Alan Turing — "The only way to do great work is to love what you do."
The only way to do great work is to love what you do.
The only way to do great work is to love what you do.
Click any product to generate a realistic preview. Up to 3 at a time.
* Initial load can take up to 90 seconds — revising the preview in another color is nearly instant.
"The main problem with artificial intelligence is that it is too easy to make a machine that can do what we want it to do, but too hard to make a machine that can do what we don't want it to do."
"Instead of trying to produce a programme to simulate the adult mind, why not rather try to produce one which simulates the child's? If this were then subjected to an appropriate course of education on…"
"The computer is a universal machine."
"The machine should be able to learn from experience."
"The machine has a definite state at any moment, which is determined by the instructions it has received and by the results of its previous operations."
Attributed to various people, including Steve Jobs, not definitively Turing.
Date: Unknown
GeneralFound in 1 providers: grok
1 source checked
Passion is the prerequisite for exceptional output. To produce truly great work, you must genuinely care about what you're doing — competence alone isn't enough. Talent produces good work; love produces remarkable work. The quote argues that intrinsic motivation — caring deeply about the problem itself — unlocks a level of effort, creativity, and persistence that external pressure or obligation simply cannot replicate.
Turing's entire career was driven by intellectual love rather than ambition. He developed the theoretical foundations of computing — the Turing machine concept — out of pure curiosity. At Bletchley Park, his obsession with cracking Enigma stemmed from genuine fascination with the puzzle, not duty alone. Even after his criminal conviction he continued mathematical research. His life demonstrated that passionate engagement with a problem produces breakthroughs that obligation never could.
Turing worked during the 1930s–1950s, when computing was not yet a recognized profession. Britain during WWII demanded practical results under existential pressure — yet his most enduring contributions were theoretical, born from genuine curiosity. Post-war Cold War anxieties pushed science toward defense applications, while Turing pursued questions about machine intelligence and morphogenesis. In an era that valued utility above passion, his career stood as proof that love for the work itself produced the most lasting advances.
AI-generated insights based on extensive research and information for context. Factual errors? Email [email protected].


Find every line in the records below that holds the word "boxes", and copy it out.

:::::

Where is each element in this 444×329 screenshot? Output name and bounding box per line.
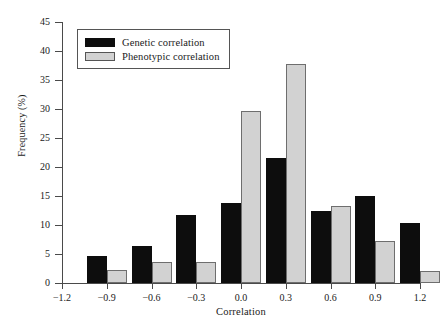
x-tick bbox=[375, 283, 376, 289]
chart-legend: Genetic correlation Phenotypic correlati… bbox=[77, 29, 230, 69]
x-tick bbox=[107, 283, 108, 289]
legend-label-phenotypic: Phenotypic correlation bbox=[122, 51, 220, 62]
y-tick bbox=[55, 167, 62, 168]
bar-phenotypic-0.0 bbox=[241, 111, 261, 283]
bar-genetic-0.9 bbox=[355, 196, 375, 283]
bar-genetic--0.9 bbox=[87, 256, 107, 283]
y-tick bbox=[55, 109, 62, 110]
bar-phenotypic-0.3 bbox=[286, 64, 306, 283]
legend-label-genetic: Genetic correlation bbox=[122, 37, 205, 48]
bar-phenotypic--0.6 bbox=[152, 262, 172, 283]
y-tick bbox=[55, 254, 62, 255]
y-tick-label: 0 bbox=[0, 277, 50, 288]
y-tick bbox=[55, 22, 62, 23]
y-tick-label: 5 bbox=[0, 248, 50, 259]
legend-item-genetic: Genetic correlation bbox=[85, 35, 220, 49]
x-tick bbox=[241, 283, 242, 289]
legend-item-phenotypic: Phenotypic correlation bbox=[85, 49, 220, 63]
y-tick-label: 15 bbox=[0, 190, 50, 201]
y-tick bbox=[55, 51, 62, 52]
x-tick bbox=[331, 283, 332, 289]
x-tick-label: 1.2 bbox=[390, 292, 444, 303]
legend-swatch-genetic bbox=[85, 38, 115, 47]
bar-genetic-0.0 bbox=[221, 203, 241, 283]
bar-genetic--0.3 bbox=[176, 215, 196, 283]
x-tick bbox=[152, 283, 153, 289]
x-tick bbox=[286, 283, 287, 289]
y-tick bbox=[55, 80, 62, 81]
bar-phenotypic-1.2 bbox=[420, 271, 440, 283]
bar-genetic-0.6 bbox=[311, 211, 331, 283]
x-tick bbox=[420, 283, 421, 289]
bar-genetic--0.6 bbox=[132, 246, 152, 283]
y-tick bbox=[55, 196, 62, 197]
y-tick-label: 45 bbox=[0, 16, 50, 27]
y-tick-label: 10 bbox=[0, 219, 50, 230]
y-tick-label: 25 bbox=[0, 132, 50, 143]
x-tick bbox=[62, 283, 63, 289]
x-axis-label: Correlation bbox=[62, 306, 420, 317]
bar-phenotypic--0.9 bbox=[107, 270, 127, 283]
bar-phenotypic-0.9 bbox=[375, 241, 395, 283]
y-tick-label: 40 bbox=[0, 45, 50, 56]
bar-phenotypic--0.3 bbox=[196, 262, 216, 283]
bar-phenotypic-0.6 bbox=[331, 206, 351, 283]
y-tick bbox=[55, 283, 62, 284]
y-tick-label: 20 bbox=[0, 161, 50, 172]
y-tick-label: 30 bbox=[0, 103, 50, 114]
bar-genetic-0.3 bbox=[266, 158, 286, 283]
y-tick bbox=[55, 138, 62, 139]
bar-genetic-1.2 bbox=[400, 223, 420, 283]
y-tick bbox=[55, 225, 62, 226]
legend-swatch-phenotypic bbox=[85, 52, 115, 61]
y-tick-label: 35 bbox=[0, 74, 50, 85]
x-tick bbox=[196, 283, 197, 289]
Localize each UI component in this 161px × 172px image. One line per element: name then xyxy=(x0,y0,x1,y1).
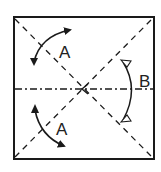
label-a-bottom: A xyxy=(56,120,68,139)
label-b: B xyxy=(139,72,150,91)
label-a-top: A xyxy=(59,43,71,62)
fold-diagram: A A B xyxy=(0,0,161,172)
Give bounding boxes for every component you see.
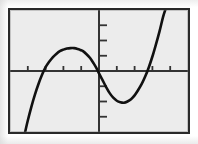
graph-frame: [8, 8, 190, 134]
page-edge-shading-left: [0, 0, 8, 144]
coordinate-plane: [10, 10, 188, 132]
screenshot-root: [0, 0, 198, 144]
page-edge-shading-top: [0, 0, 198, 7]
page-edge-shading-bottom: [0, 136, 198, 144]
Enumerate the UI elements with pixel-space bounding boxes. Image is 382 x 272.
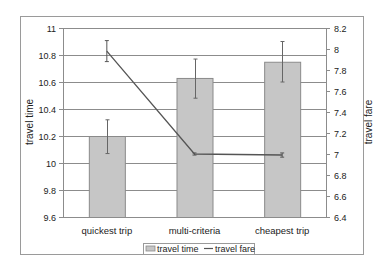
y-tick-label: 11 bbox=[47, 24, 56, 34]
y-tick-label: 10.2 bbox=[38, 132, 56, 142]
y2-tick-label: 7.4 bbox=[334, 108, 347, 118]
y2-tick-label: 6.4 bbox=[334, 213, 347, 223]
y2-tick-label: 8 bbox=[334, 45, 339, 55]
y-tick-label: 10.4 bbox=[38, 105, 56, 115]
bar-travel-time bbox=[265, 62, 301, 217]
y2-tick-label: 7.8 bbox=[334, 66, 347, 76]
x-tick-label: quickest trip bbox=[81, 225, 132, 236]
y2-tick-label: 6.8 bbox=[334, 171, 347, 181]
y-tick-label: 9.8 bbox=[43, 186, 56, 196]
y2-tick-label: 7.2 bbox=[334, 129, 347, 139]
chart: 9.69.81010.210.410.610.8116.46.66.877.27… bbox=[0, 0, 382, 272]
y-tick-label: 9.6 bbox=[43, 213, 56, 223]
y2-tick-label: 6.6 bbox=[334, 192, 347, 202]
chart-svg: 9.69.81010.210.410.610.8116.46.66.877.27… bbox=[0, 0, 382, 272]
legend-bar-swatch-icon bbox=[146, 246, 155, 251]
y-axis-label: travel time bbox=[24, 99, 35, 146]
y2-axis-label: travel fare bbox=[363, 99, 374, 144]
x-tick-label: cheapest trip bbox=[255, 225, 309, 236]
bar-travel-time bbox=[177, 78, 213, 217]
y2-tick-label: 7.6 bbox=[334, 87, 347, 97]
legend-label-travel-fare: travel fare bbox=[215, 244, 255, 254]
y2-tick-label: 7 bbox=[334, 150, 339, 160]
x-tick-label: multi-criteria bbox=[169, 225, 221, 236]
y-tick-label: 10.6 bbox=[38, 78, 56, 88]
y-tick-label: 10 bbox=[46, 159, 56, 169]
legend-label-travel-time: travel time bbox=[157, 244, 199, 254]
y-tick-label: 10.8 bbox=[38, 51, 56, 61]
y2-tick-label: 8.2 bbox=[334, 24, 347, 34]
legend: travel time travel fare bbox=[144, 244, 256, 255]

:::::

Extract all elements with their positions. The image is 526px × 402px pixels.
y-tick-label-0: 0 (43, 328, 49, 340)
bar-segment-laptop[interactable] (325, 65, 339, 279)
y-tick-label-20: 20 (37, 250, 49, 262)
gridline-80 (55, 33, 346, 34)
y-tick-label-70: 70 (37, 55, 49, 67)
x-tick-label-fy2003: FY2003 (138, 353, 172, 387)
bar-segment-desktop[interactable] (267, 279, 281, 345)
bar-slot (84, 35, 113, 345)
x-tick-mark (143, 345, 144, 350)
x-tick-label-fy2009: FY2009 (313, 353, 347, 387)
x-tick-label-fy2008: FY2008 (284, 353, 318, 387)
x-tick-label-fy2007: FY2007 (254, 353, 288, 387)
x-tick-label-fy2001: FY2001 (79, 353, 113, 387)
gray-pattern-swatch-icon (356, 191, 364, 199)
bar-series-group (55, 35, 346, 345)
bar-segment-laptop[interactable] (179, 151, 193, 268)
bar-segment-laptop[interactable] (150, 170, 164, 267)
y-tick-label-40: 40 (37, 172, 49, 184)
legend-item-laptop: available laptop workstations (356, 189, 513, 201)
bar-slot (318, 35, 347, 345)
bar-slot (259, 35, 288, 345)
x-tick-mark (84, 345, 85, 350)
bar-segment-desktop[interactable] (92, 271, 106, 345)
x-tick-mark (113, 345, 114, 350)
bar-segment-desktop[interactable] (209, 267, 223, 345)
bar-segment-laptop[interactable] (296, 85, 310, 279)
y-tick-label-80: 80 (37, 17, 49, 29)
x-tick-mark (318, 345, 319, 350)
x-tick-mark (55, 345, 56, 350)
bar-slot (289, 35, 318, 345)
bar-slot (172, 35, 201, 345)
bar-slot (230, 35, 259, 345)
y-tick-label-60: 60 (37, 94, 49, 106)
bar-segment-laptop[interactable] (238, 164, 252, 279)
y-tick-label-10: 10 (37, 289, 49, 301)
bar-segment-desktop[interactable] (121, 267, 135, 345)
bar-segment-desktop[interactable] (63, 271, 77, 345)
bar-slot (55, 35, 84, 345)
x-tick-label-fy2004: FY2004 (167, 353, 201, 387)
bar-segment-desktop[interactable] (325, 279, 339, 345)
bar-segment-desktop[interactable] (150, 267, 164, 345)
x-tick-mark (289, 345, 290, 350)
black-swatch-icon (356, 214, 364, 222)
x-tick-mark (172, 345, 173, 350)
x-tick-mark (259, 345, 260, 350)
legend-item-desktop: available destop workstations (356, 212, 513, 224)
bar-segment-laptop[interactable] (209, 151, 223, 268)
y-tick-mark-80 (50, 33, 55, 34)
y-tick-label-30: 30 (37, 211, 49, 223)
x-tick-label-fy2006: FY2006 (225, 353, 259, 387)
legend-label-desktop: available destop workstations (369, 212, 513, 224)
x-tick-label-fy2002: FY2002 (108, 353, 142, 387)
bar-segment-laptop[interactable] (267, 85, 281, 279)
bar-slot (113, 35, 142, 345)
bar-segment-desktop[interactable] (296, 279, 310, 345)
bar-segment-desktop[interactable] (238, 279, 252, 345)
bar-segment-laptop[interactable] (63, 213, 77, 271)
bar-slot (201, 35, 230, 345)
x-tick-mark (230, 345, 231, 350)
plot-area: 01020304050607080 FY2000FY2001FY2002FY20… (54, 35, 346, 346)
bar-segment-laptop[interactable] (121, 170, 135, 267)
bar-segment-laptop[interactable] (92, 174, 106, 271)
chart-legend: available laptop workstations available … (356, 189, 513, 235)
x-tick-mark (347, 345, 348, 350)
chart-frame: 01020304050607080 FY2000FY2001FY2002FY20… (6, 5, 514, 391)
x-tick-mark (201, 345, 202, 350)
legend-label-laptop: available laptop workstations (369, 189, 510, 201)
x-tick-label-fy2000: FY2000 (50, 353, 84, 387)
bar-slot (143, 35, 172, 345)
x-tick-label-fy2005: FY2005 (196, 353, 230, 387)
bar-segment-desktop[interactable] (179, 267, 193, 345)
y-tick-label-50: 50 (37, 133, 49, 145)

:::::

**ANSWER FOR THIS EXERCISE:**
Give bounding boxes for every component you see.
Enumerate the UI elements with pixel-space bounding boxes. Image is 382 x 272.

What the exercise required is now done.